Why we ferment in onggi

Why we ferment in onggi

Clay breathes. That single property, more than any spice or grain, defines the way our gochujang tastes.

For most of Korean history, jang has lived in onggi. These dark, hand-thrown earthenware vessels sit in rows on rooftops and courtyards across the peninsula. From a distance they look almost alike. Up close, every one of them is doing the same quiet work: holding the paste while letting it talk to the air.

The vessel does the work

Onggi clay is fired at a temperature low enough that the pores in the wall never fully seal. Air moves through. Moisture moves out. The seasons inside the jar lag a little behind the seasons outside, but they track them. When the days warm in spring, the ferment quickens. When the nights cool in autumn, it slows. The jang keeps a long, slow breath through the year.

Stainless steel and food-grade plastic do the opposite. They lock everything in. The flavour you get on day one is, more or less, the flavour you get on day three hundred. There is no conversation with the room.

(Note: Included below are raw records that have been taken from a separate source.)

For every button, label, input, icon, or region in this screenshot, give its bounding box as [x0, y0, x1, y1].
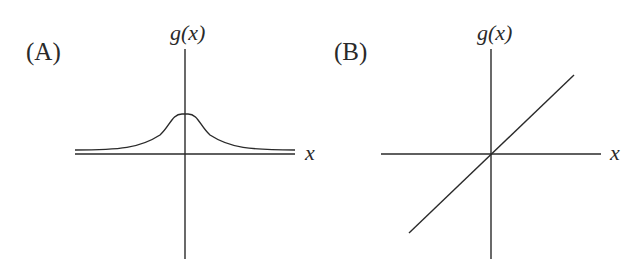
- panel-a: [75, 49, 295, 259]
- panel-b-x-axis-label: x: [610, 140, 620, 166]
- panel-a-x-axis-label: x: [305, 140, 315, 166]
- diagram-canvas: [0, 0, 639, 268]
- panel-b-label: (B): [334, 38, 367, 66]
- panel-b-y-axis-label: g(x): [477, 20, 512, 46]
- panel-a-label: (A): [26, 38, 61, 66]
- panel-b: [381, 49, 601, 259]
- panel-a-y-axis-label: g(x): [170, 20, 205, 46]
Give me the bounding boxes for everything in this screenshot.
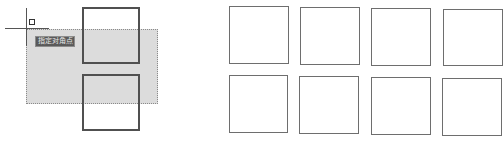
crosshair-cursor-icon xyxy=(26,8,27,46)
rectangle-object[interactable] xyxy=(371,8,431,66)
command-prompt-tooltip: 指定对角点 xyxy=(35,36,75,47)
rectangle-object[interactable] xyxy=(229,75,288,133)
rectangle-object[interactable] xyxy=(300,7,360,65)
rectangle-object[interactable] xyxy=(442,78,502,136)
rectangle-object[interactable] xyxy=(443,9,503,66)
rectangle-object-top[interactable] xyxy=(82,7,140,64)
rectangle-object[interactable] xyxy=(229,6,289,64)
pickbox-icon xyxy=(29,19,35,25)
rectangle-object-bottom[interactable] xyxy=(82,74,140,131)
rectangle-object[interactable] xyxy=(371,77,431,135)
crosshair-cursor-icon xyxy=(5,28,49,29)
rectangle-object[interactable] xyxy=(299,76,359,134)
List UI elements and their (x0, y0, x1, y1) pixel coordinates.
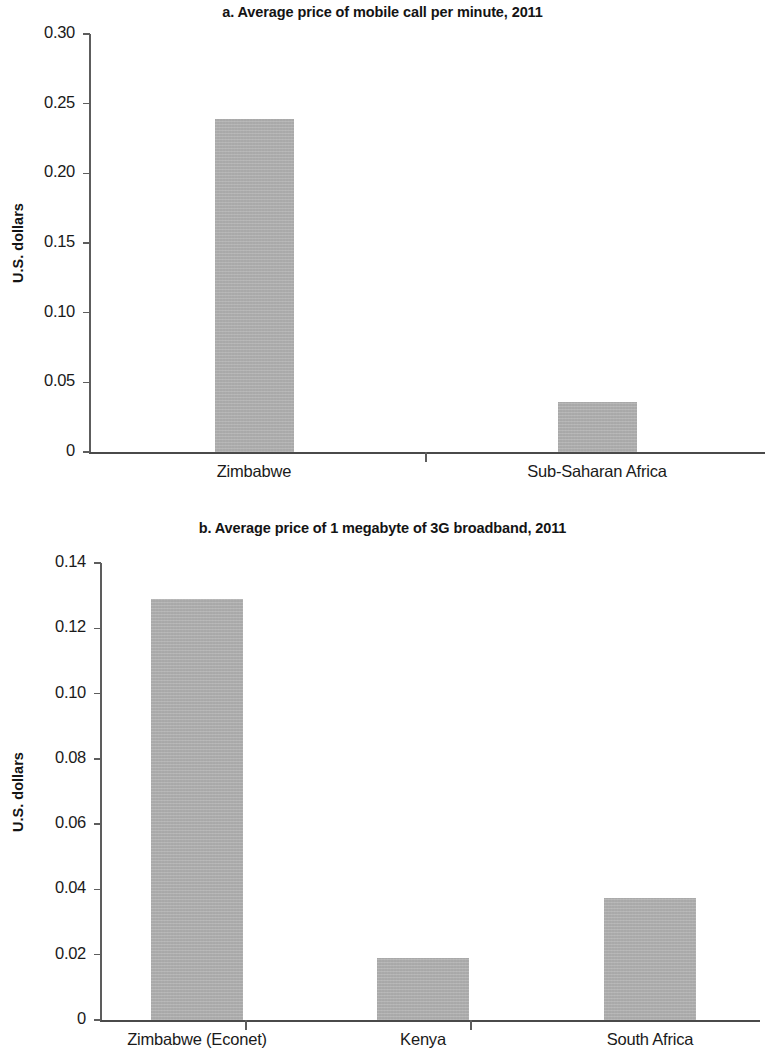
x-category-label-b-2: South Africa (500, 1030, 765, 1049)
plot-area-b: 00.020.040.060.080.100.120.14Zimbabwe (E… (0, 500, 765, 1063)
y-tick-label-b: 0 (4, 1009, 86, 1028)
chart-panel-a: a. Average price of mobile call per minu… (0, 0, 765, 500)
y-tick-b (94, 562, 101, 564)
y-tick-label-b: 0.02 (4, 944, 86, 963)
y-tick-b (94, 693, 101, 695)
y-tick-a (83, 103, 90, 105)
y-axis-line-b (100, 563, 102, 1021)
y-tick-label-a: 0.20 (0, 162, 75, 181)
y-tick-b (94, 628, 101, 630)
y-tick-a (83, 382, 90, 384)
x-axis-line-a (89, 452, 765, 454)
x-category-label-a-0: Zimbabwe (104, 462, 404, 481)
bar-b-1 (377, 958, 469, 1020)
bar-a-0 (215, 119, 294, 452)
plot-area-a: 00.050.100.150.200.250.30ZimbabweSub-Sah… (0, 0, 765, 500)
x-category-label-a-1: Sub-Saharan Africa (447, 462, 747, 481)
bar-b-2 (604, 898, 696, 1020)
category-divider-b (470, 1020, 472, 1030)
y-tick-a (83, 173, 90, 175)
y-tick-a (83, 451, 90, 453)
chart-panel-b: b. Average price of 1 megabyte of 3G bro… (0, 500, 765, 1063)
y-tick-b (94, 954, 101, 956)
y-tick-label-b: 0.12 (4, 617, 86, 636)
category-divider-a (425, 452, 427, 462)
y-tick-label-a: 0.10 (0, 302, 75, 321)
y-tick-label-a: 0 (0, 441, 75, 460)
y-tick-label-a: 0.05 (0, 371, 75, 390)
y-tick-label-a: 0.30 (0, 23, 75, 42)
y-tick-a (83, 33, 90, 35)
y-tick-label-b: 0.04 (4, 878, 86, 897)
y-tick-label-b: 0.10 (4, 683, 86, 702)
y-tick-label-b: 0.14 (4, 552, 86, 571)
y-tick-b (94, 758, 101, 760)
y-tick-label-a: 0.15 (0, 232, 75, 251)
y-tick-label-b: 0.08 (4, 748, 86, 767)
y-tick-label-b: 0.06 (4, 813, 86, 832)
y-tick-label-a: 0.25 (0, 93, 75, 112)
y-tick-b (94, 1019, 101, 1021)
y-tick-a (83, 242, 90, 244)
y-tick-b (94, 889, 101, 891)
y-tick-b (94, 823, 101, 825)
category-divider-b (245, 1020, 247, 1030)
y-tick-a (83, 312, 90, 314)
bar-a-1 (558, 402, 637, 452)
bar-b-0 (151, 599, 243, 1020)
x-axis-line-b (100, 1020, 760, 1022)
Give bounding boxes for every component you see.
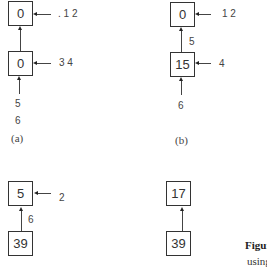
arrowhead-up-icon [17, 76, 21, 80]
node-c-top: 5 [8, 181, 33, 206]
node-b-bottom: 15 [170, 52, 195, 77]
incoming-label-a-1: 5 [15, 99, 21, 109]
pointer-label-a-bottom: 3 4 [59, 58, 73, 68]
arrowhead-up-icon [18, 26, 22, 30]
pointer-line-c-top [38, 193, 51, 194]
edge-a [20, 30, 21, 51]
incoming-edge-a [19, 80, 20, 94]
arrowhead-left-icon [33, 61, 37, 65]
pointer-label-a-top: . 1 2 [58, 9, 77, 19]
arrowhead-up-icon [19, 207, 23, 211]
pointer-line-b-top [199, 14, 211, 15]
incoming-label-b-1: 6 [178, 101, 184, 111]
pointer-label-b-bottom: 4 [219, 59, 225, 69]
arrowhead-up-icon [179, 77, 183, 81]
figure-caption-text: using [247, 256, 267, 267]
caption-a: (a) [11, 133, 23, 144]
edge-label-c: 6 [28, 215, 34, 225]
node-d-bottom: 39 [166, 231, 191, 256]
node-b-top: 0 [170, 2, 195, 27]
arrowhead-left-icon [195, 61, 199, 65]
node-a-top: 0 [8, 1, 33, 26]
pointer-label-c-top: 2 [59, 193, 65, 203]
edge-label-b: 5 [189, 37, 195, 47]
incoming-label-a-2: 6 [15, 116, 21, 126]
caption-b: (b) [175, 135, 188, 146]
arrowhead-left-icon [195, 12, 199, 16]
pointer-line-a-top [37, 14, 51, 15]
node-a-bottom: 0 [8, 51, 33, 76]
pointer-line-a-bottom [37, 63, 51, 64]
node-c-bottom: 39 [8, 231, 33, 256]
arrowhead-up-icon [179, 27, 183, 31]
arrowhead-left-icon [34, 191, 38, 195]
edge-d [182, 211, 183, 231]
node-d-top: 17 [166, 181, 191, 206]
pointer-label-b-top: 1 2 [222, 9, 236, 19]
arrowhead-left-icon [33, 12, 37, 16]
edge-c [21, 211, 22, 231]
arrowhead-up-icon [180, 207, 184, 211]
figure-caption-label: Figur [245, 240, 267, 251]
pointer-line-b-bottom [199, 63, 211, 64]
edge-b [181, 31, 182, 52]
incoming-edge-b [181, 81, 182, 95]
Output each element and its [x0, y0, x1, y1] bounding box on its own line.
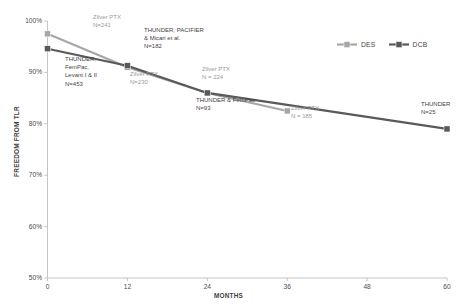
y-axis-title: FREEDOM FROM TLR	[13, 102, 20, 182]
legend-label-dcb: DCB	[413, 41, 428, 48]
x-tick-24: 24	[192, 283, 222, 290]
x-tick-0: 0	[33, 283, 63, 290]
marker-des-0	[45, 31, 51, 37]
y-tick-60: 60%	[8, 223, 42, 230]
marker-dcb-24	[204, 90, 210, 96]
x-tick-48: 48	[352, 283, 382, 290]
legend-label-des: DES	[361, 41, 376, 48]
series-line-dcb	[48, 49, 448, 129]
x-tick-12: 12	[112, 283, 142, 290]
legend-item-des[interactable]: DES	[336, 40, 376, 49]
chart-legend: DESDCB	[336, 40, 428, 49]
marker-des-36	[284, 108, 290, 114]
chart-container: 50%60%70%80%90%100% 01224364860 Zilver P…	[0, 0, 457, 307]
x-tick-36: 36	[272, 283, 302, 290]
y-tick-50: 50%	[8, 274, 42, 281]
legend-swatch-des	[336, 40, 358, 49]
x-axis-title: MONTHS	[0, 292, 457, 299]
legend-swatch-dcb	[388, 40, 410, 49]
legend-item-dcb[interactable]: DCB	[388, 40, 428, 49]
marker-dcb-60	[444, 126, 450, 132]
marker-dcb-0	[45, 46, 51, 52]
x-tick-60: 60	[432, 283, 457, 290]
y-tick-100: 100%	[8, 17, 42, 24]
y-tick-90: 90%	[8, 68, 42, 75]
marker-dcb-12	[124, 63, 130, 69]
annotation-thunder-pacifier-micari-182: THUNDER, PACIFIER & Micari et al. N=182	[144, 26, 204, 51]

What changes inside the jar

The two things that matter most for flavour in a long ferment are oxygen and water.

Oxygen lets the right yeasts and bacteria do their work in the right order. Too little, and you get a flat, sour profile. Too much, and the surface goes off. Onggi gives just enough.

Water leaves slowly through the wall. Over months, the paste tightens and concentrates. The sweetness from the rice deepens. The chili stops reading as heat alone and starts to feel like fruit, smoke, and a low, steady warmth at the back of the palate.

Why we keep doing it the slow way

We could ferment faster. Most modern gochujang on the shelf is brought to colour and texture in weeks, in sealed tanks, with the help of stabilizers and added sugars.

We use onggi because we want the version of gochujang that takes its time. The version that knows what season it is. The version your grandmother would recognize.

A jang built this way does not need to shout. It sits underneath a dish and holds it up.

That is the foundation we want every kitchen we reach to start from.